The threat of violence was there, but the altercation had no value, except for the cameras, and the lawyer knew it. That night and the next day, the hallway clash between the lawyer and the not-too-bright, frustrated young Jewish guy was prominently featured on every TV report in France. It looked good.
The light sentences for the accomplices have been reported only in the written press, and only because the Jewish community has made statements saying that justice was not done. In other words, this was a Jewish affair, and only a Jewish affair.
The left-leaning daily Liberation buried a small story on page 13 with a headline, "Jewish organizations call for a new trial." "Only the maximum sentence for Fofana satisfies them..." the story reads. The implication was clear. While the rest of France wanted to put this story to rest, the Jews wanted their pound of flesh. This is France, and the French are polite. Nobody would ever say that face-to-face. But that is how it read between the lines.
"I was watching the news all weekend and saw the verdict for Fofana and the hallway clash with the lawyer, but I saw nothing on his accomplices," said Florencia Simporé, a young TV journalist in training who is second-generation French from Burkina Faso. "It's obvious to me that the journalists were not the slightest bit interested in the others, only in Fofana. And my friends from the Ivory Coast were only worried that he was bad for their image. They know nothing about the murder case, about the Jewish guy who was killed."
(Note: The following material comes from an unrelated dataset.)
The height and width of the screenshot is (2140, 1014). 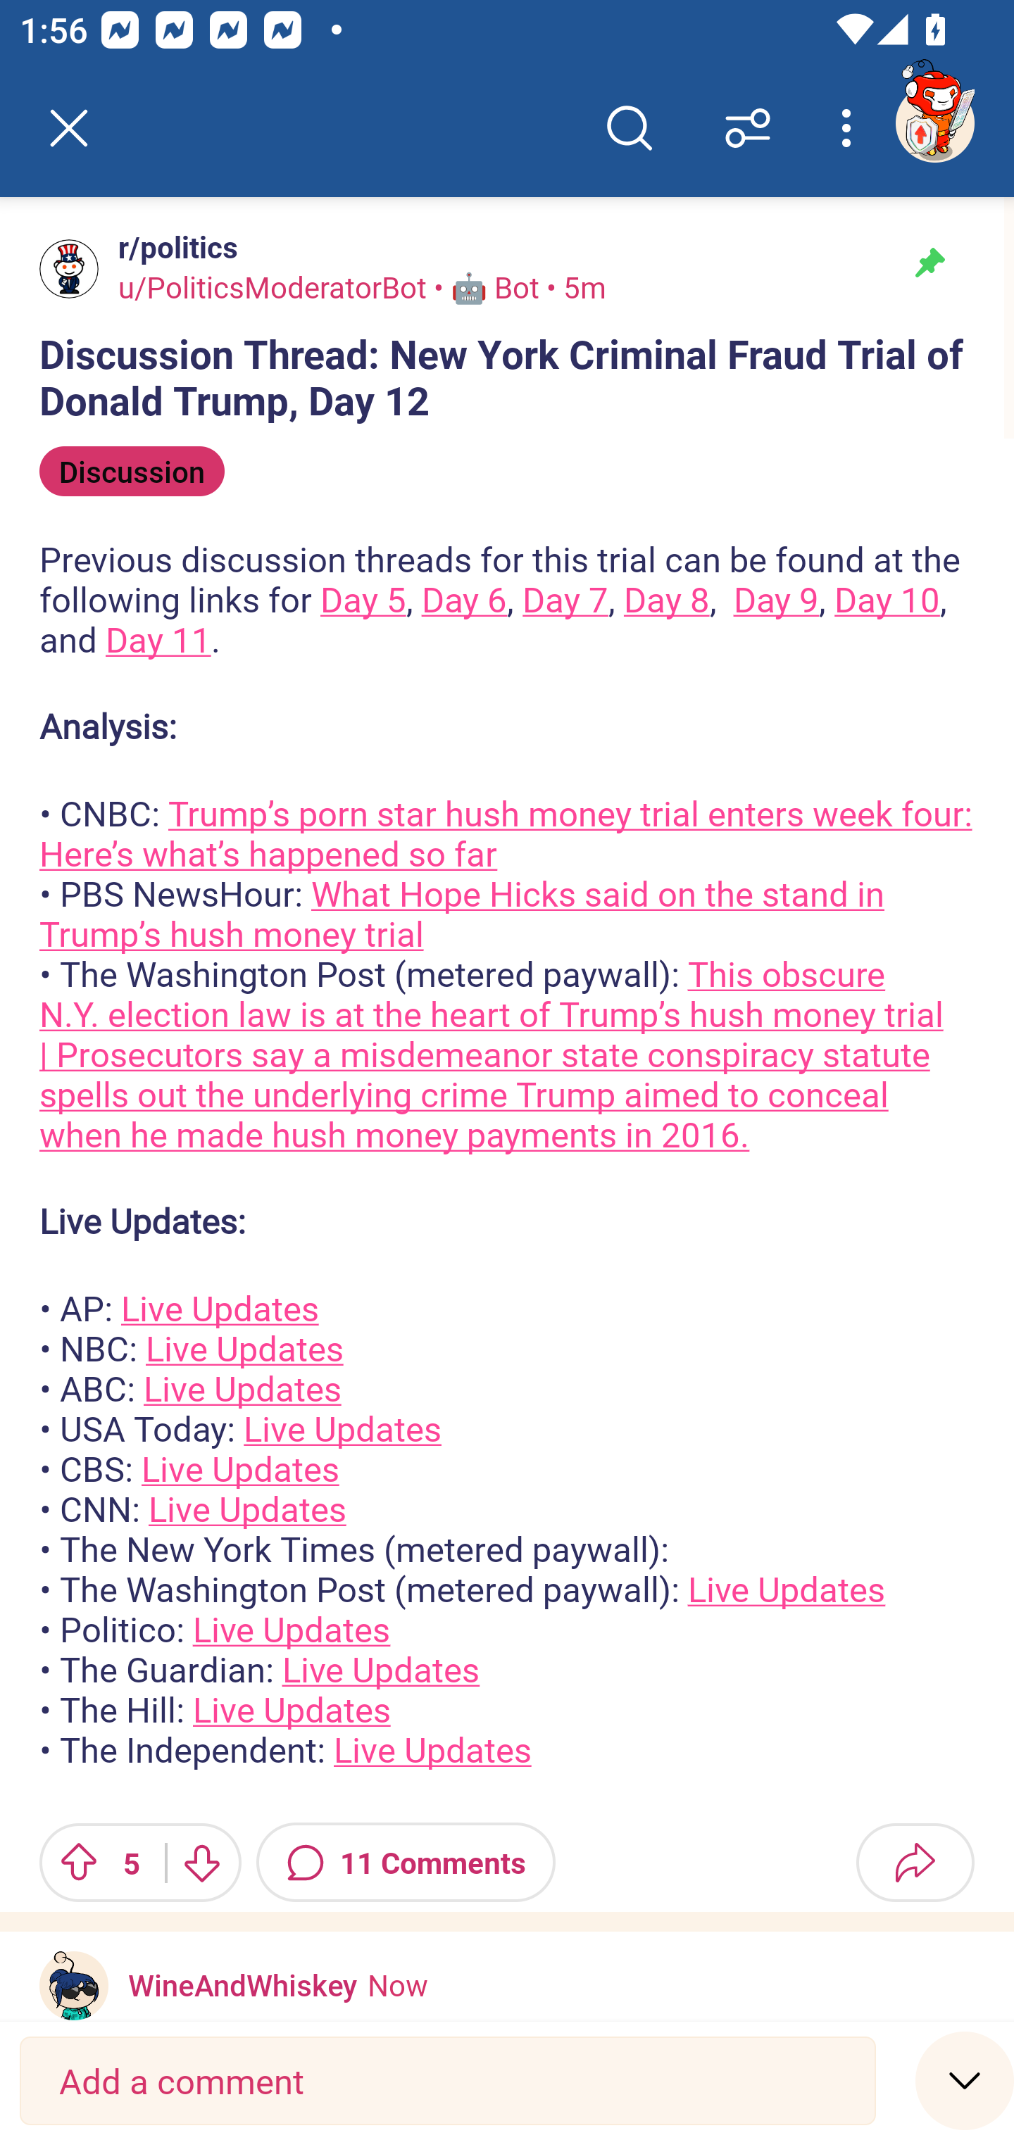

Solene Saleur, a TV production assistant, remembered only the clash between the lawyer and the young man in the court hall. "All the television [stations] focused on that and Fofana, nothing else," she said. "I know nothing about the rest." Her face curves into a smile and she shrugs her shoulders.
DID THE closed-door trial really make a difference? Sarah Ait Mehdi, a teacher in tough suburbs, commented, "The Arab and African kids in the projects would have watched the trial on the news, if they watched at all, like a reality show, or a horror film, and I wonder if the Gallic French would not have ignored the whole thing. Would they have said, this does not concern us? I wonder."
In the front row, a tough young lady was happy. She was a friend of the girl used to trap Halimi. They had met in prison. "I felt so badly for Ilan and his mother, meskine," she said, using the Maghrebi Arabic word. "But I'm happy for my friend. [Yalda] didn't do anything. She just trapped him. She just wanted money. She didn't know they would kill him. Walla. The poor guy. But I'm happy. This is France. She'll be getting out soon, and we'll hang out together."
That is what she said back on Friday, but today she is probably raging. In fact, whereas Ilan Halimi was never a symbol of anything, never more than a nice Jewish boy in Paris, the defendants who are going to be retried may very well become the symbol of mostly black and Arab victims and what they perceive as the "Jewish influence" on the French system.
While a new trial may be good for justice for the Halimi family and good for the justice system in France, it might not be good for France's Jews, especially the young people living in touch-and-go areas. Have community leaders really thought of that?